Will Coldwell 

French theme park Puy du Fou lines up new venues in Spain and China

The park known for its mix of history and extravagant live shows celebrating French culture is to develop new ventures in China and Toledo, Spain – with promises to reflect each country’s distinct heritage
  
  

About 7000 people attend the circus games in the “Triumph’s Sign” live show on August 16, 2013 in the Parc of the Puy du Fou in Les Epesses, western France.
Peak performance … a show at Puy du Fou theme park, France, which now welcomes more than two million visitors a year. Photograph: Frank Perry/AFP

It is known for its ostentatious historical re-enactments – theatrical extravaganzas that feature animals, actors, stunt performers and epic pyrotechnics. Now France’s Puy du Fou theme park is ready to “go global”, with new parks planned in Spain and China.

The park revealed this week that work will start in 2018 on a “History of Spain” theme park. Some €200m is being invested in the new attraction, which will open in Toledo in 2019. Talks are also under way for a similar park in China, costing an estimated €300m, with the aim of opening a Puy du Fou park in the country by 2025.

The Spanish park – already in development – will be the venue for a nightly 75-minute live show giving a history of the country from its earliest settlers through to the 19th century. The performance will take place in a 25-acre arena that will seat up to 4,000 spectators. Restaurants, daytime shows and a “historic village” depicting architecture from different provinces of Spain, is expected to be added by 2020. Once complete, the park will create more than 1,000 jobs and is expected to attract 15,000 visitors a day.

Though Puy du Fou is considered a distinctly French attraction in style and conception, its chairman and artistic director, Nicolas de Villiers, stresses that it will not be a case of “France imposing its vision” on Spain’s history and that the park will be “entirely Spain-driven” by its manager in the country, Jesús Sáinz. The country’s story will be “zealously overseen” by historians from Toledo and elsewhere in Spain.

“Puy du Fou is distinctly French because it’s deeply rooted in French heritage. In Spain or China, a Puy du Fou project can only be possible if our way of thinking, as creatives, becomes Spanish or Chinese,” said de Villiers. “A Spanish Puy du Fou means a park with Spanish stories, rooted in the Spanish heritage, made from a Spanish point of view.”

The original Puy du Fou park opened in the Vendée region of western France in 1978 and, since expanding in 1989, has become the most popular theme park in the country after Disneyland Paris, with more than two million visitors every year. It is celebrating its 40th year in 2017 and can point to a record-breaking 2,220,000 visitors and a turnover of €100m. Turnover at the park has tripled over the past 10 years, with visitor number increasing by 184%.

De Villiers attributes this success to the need for people to find an escape during an increasingly “dark” time for the world.

“People need perspective and a breath of fresh air in their life because the time where we are now seems to become darker, and that’s why they go to leisure parks,” he said. “But they actually need more than this: they are looking for their roots, because they need to find something in common with the past, with each other. When people come to Puy du Fou they want first to entertain themselves, but also to feel the parts of the roots we all have in common.”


> Exercise brief:
Exactly the lines from the one containing "Is person in this image? If so, where?" through the end of the listing must make up the answer, with no pictures included.

> Records provided:
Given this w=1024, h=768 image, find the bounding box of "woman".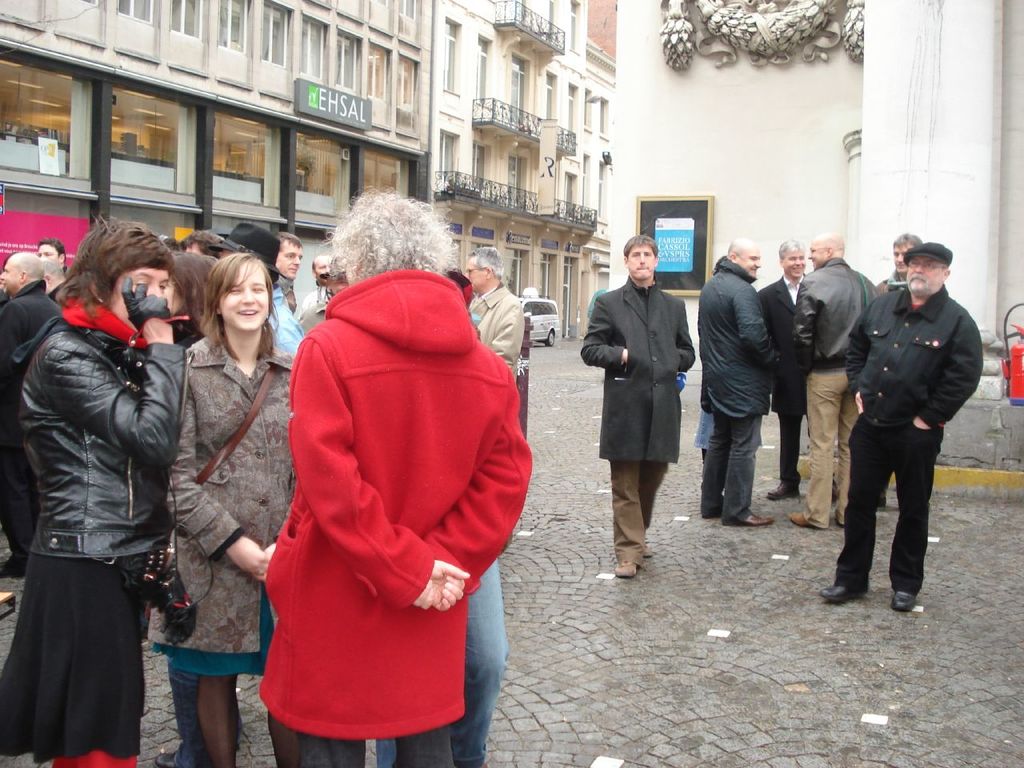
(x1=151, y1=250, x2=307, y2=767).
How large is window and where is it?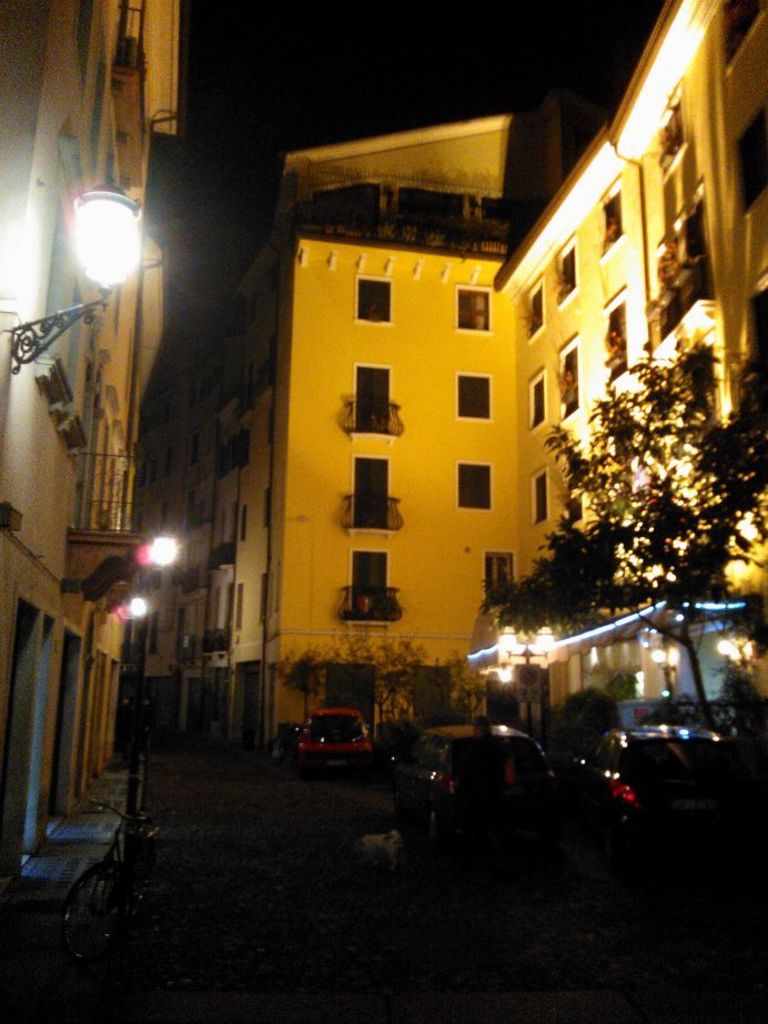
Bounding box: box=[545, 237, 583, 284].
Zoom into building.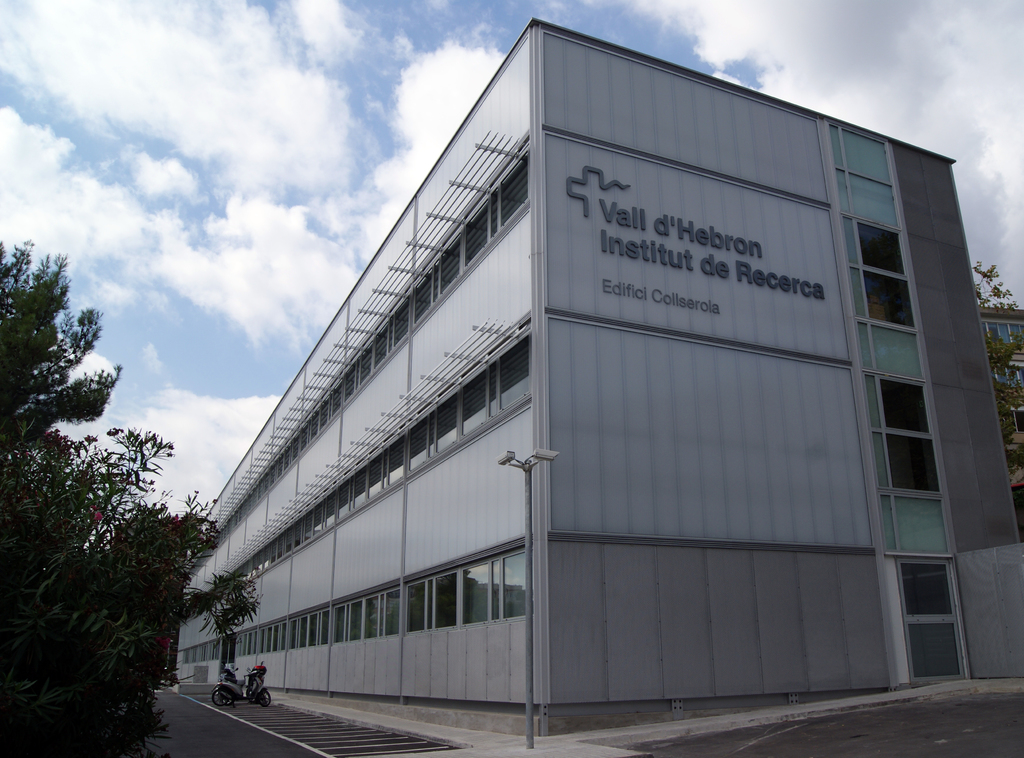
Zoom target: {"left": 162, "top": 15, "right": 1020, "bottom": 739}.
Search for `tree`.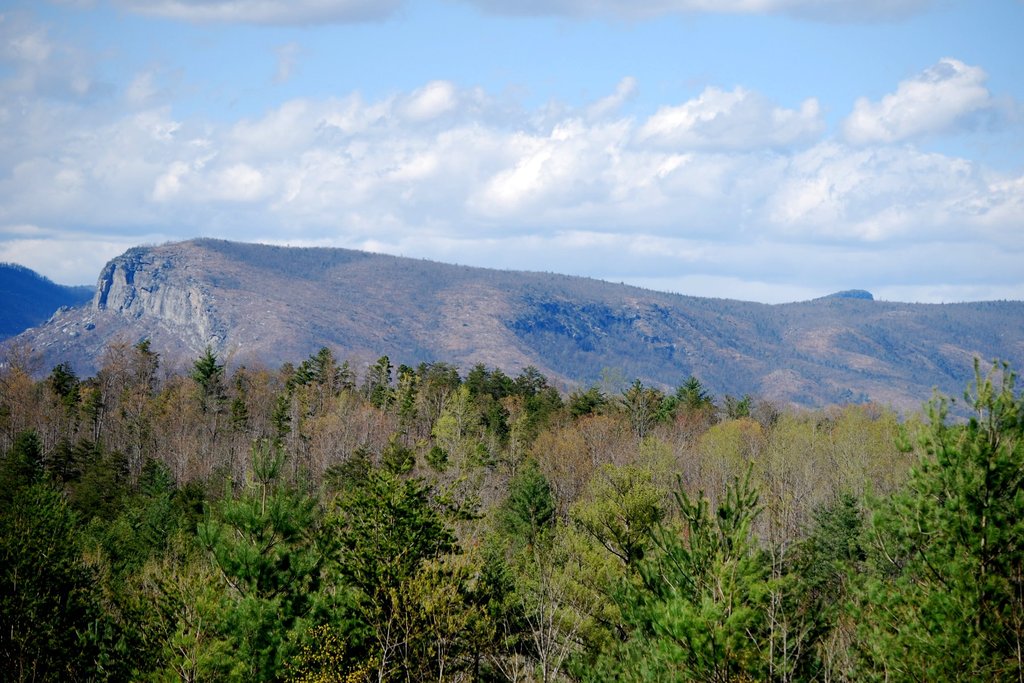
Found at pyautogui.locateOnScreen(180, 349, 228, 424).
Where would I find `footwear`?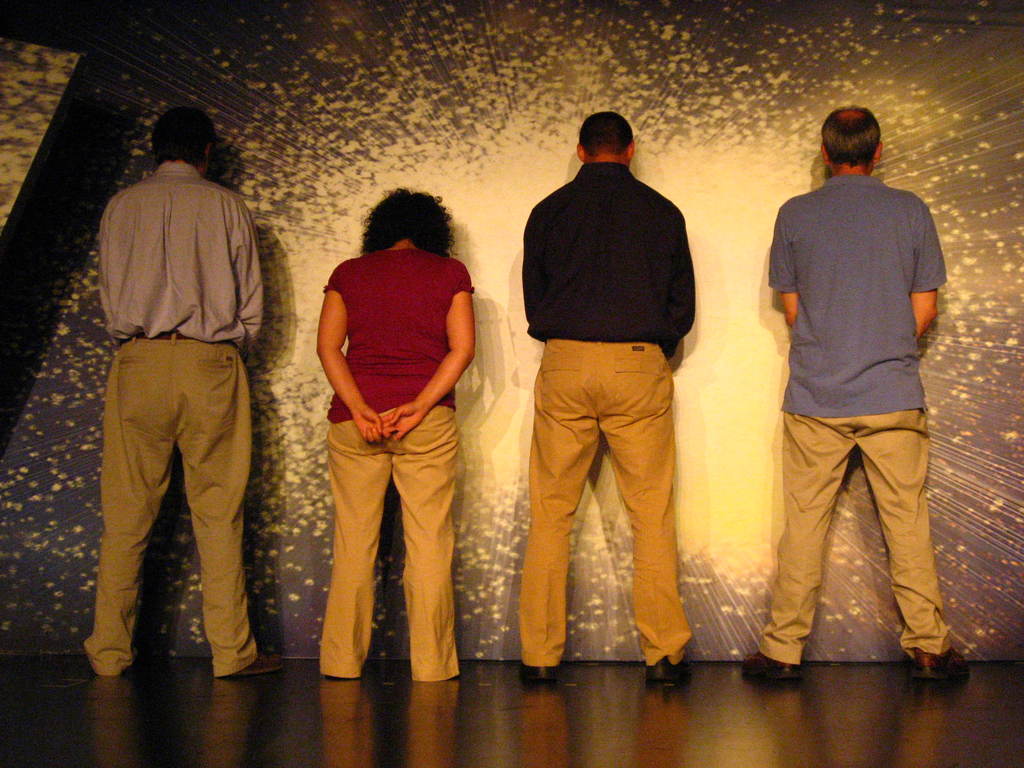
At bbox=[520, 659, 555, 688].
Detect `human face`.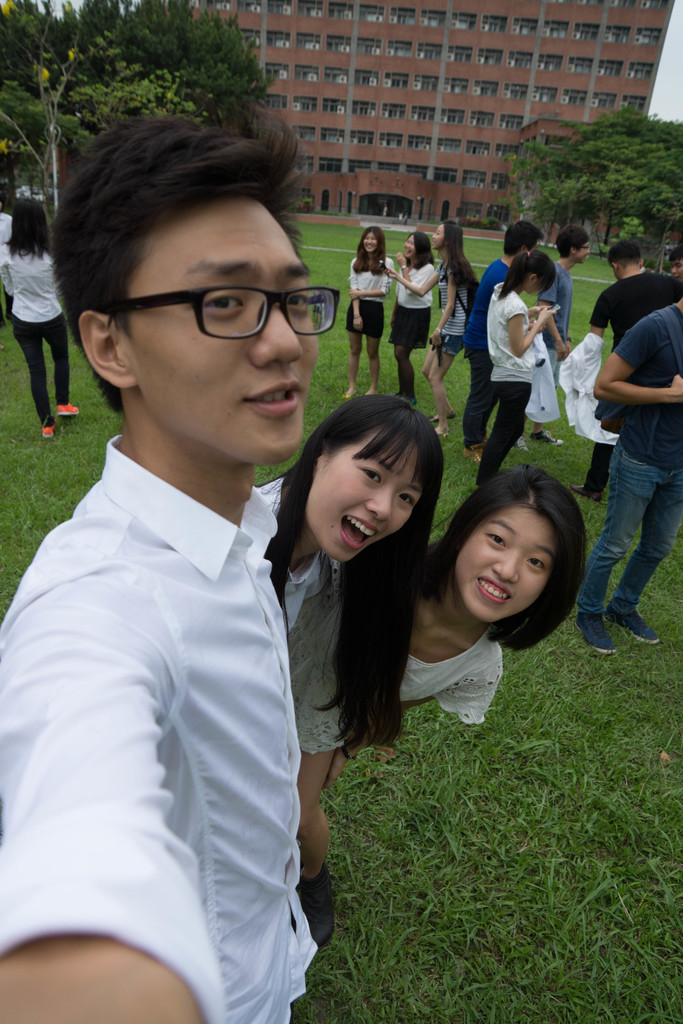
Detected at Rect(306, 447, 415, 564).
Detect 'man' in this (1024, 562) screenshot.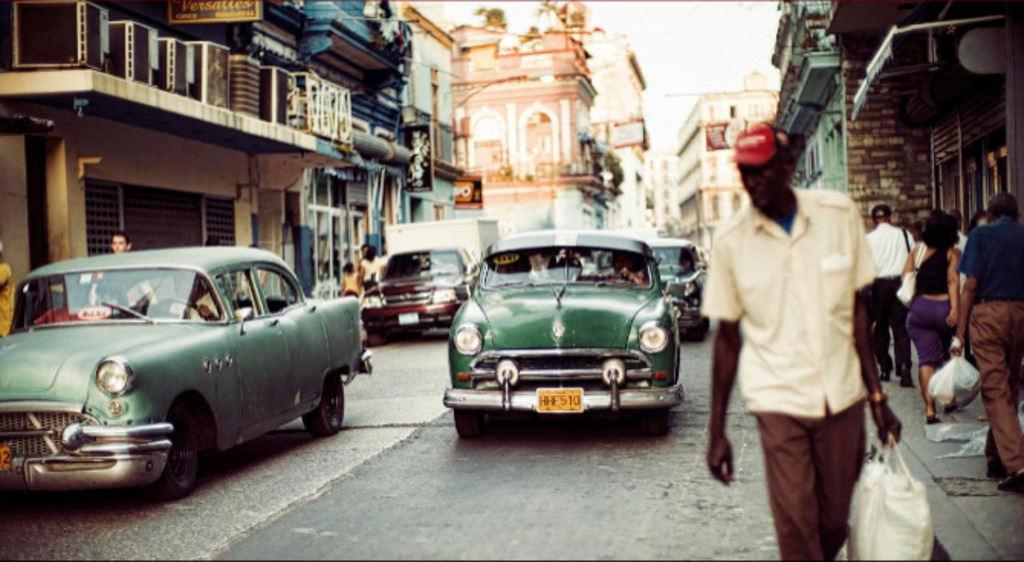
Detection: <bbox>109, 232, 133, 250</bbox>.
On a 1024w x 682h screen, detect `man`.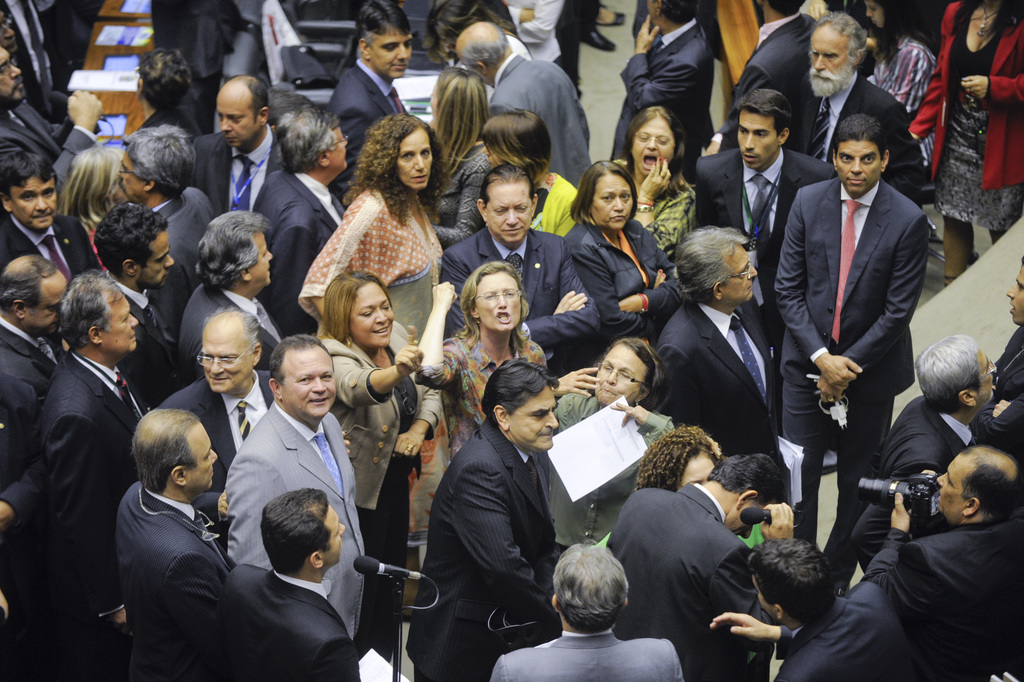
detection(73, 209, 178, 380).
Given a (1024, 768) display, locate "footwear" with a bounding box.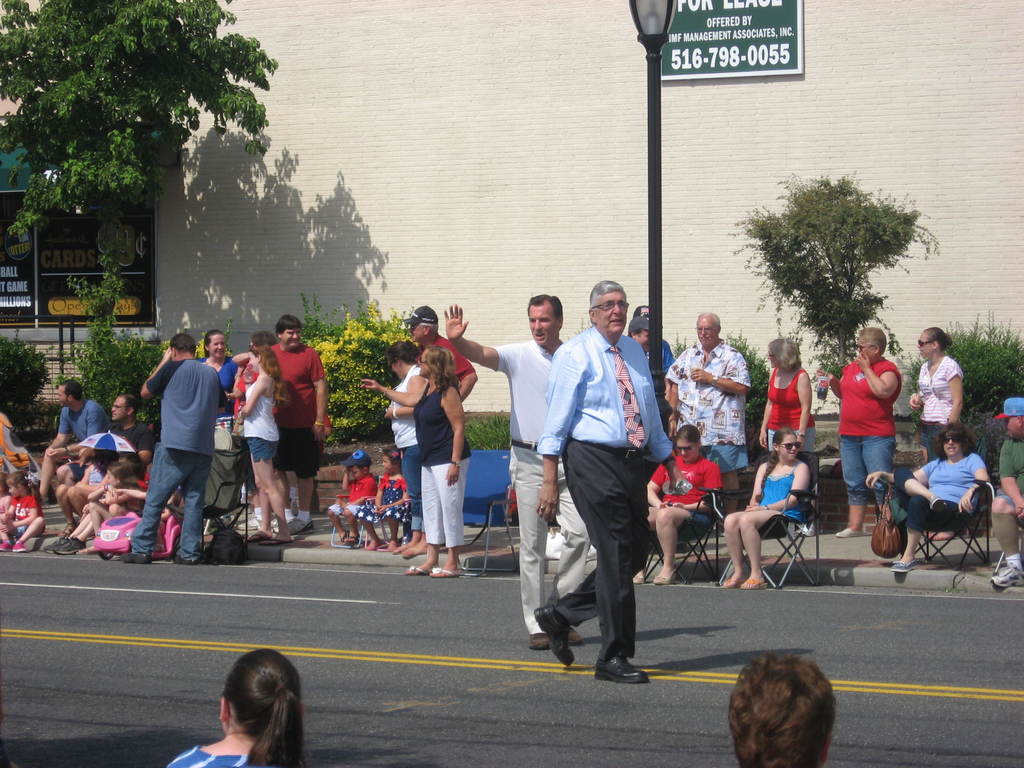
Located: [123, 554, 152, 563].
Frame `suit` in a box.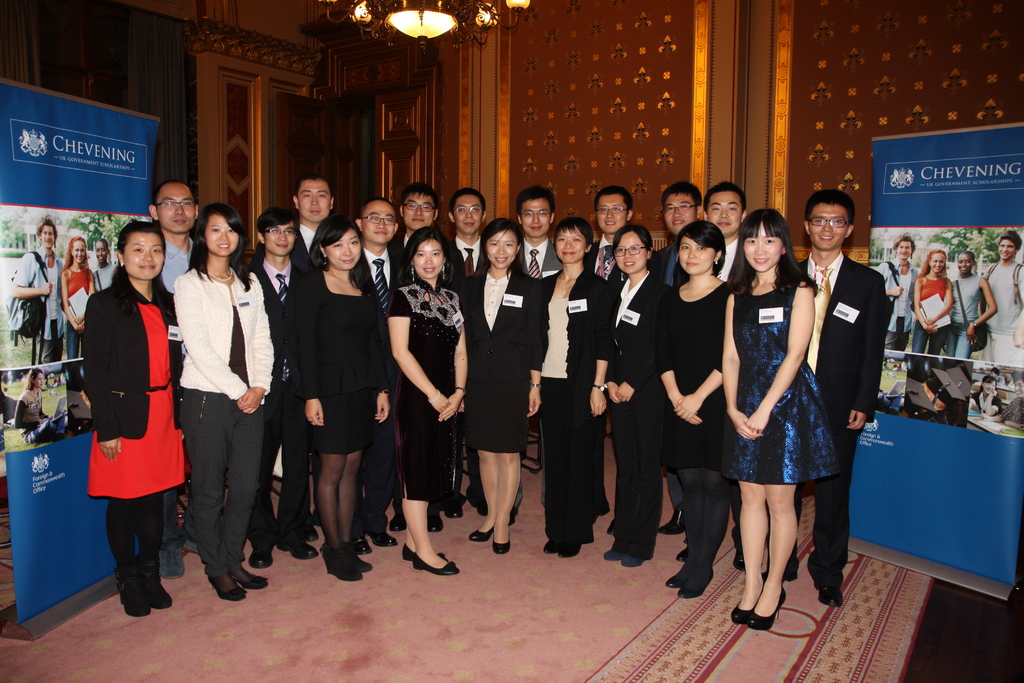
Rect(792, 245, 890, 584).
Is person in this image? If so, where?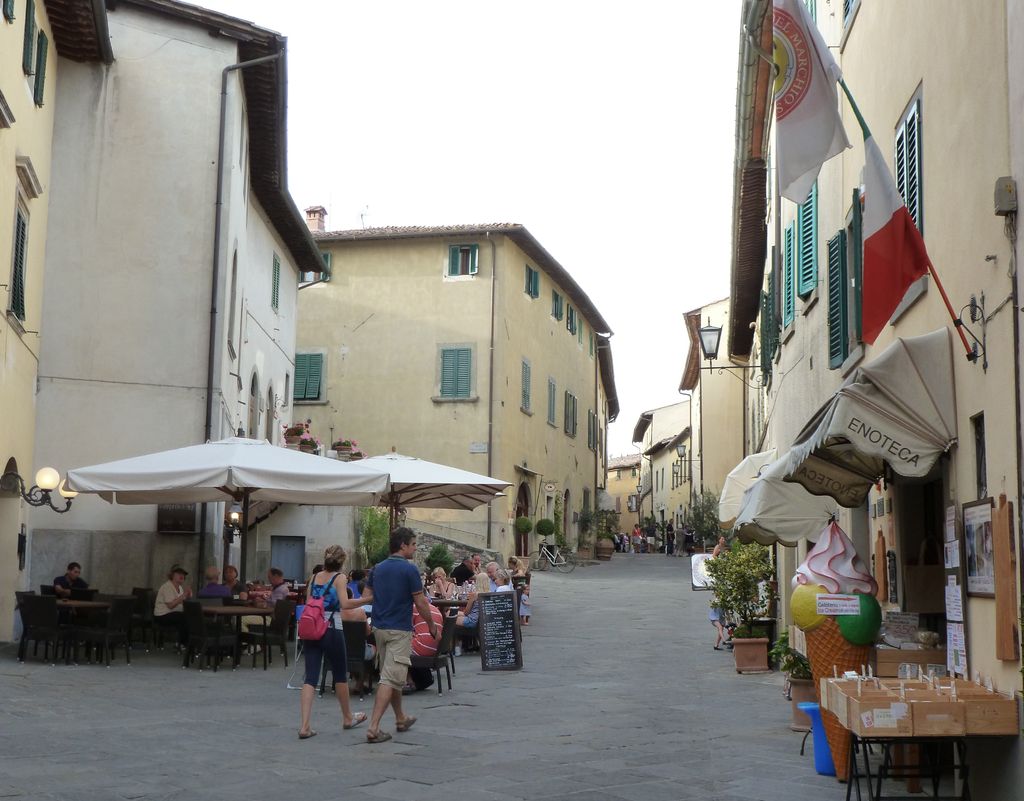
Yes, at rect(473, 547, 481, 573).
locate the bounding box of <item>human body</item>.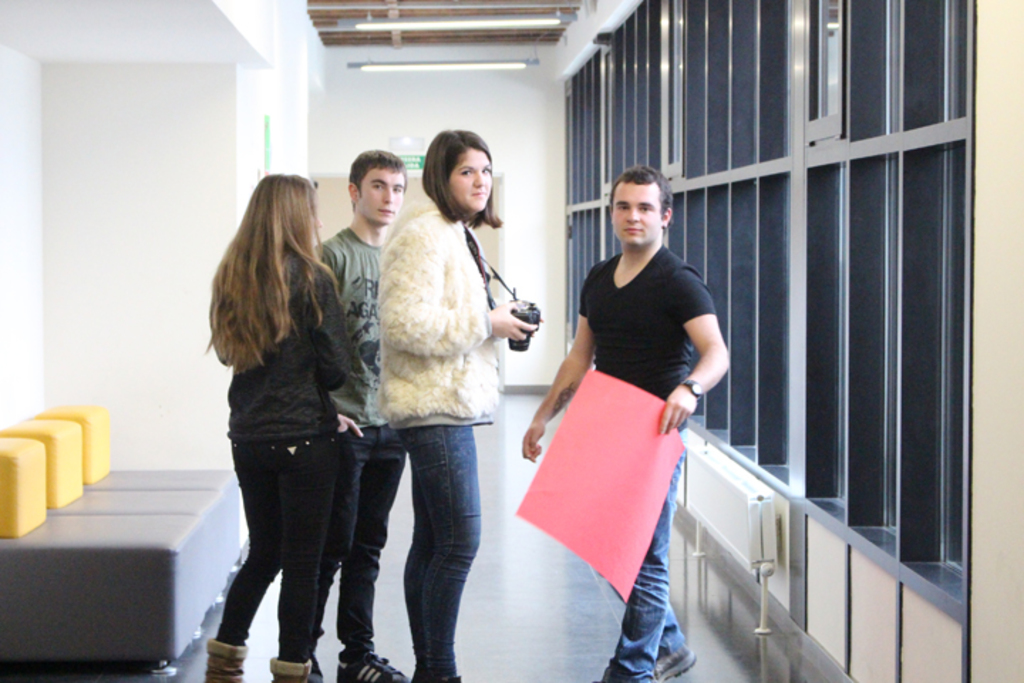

> Worked solution:
Is person in this image? If so, where?
Yes, at rect(473, 547, 481, 573).
locate the bounding box of <item>human body</item>.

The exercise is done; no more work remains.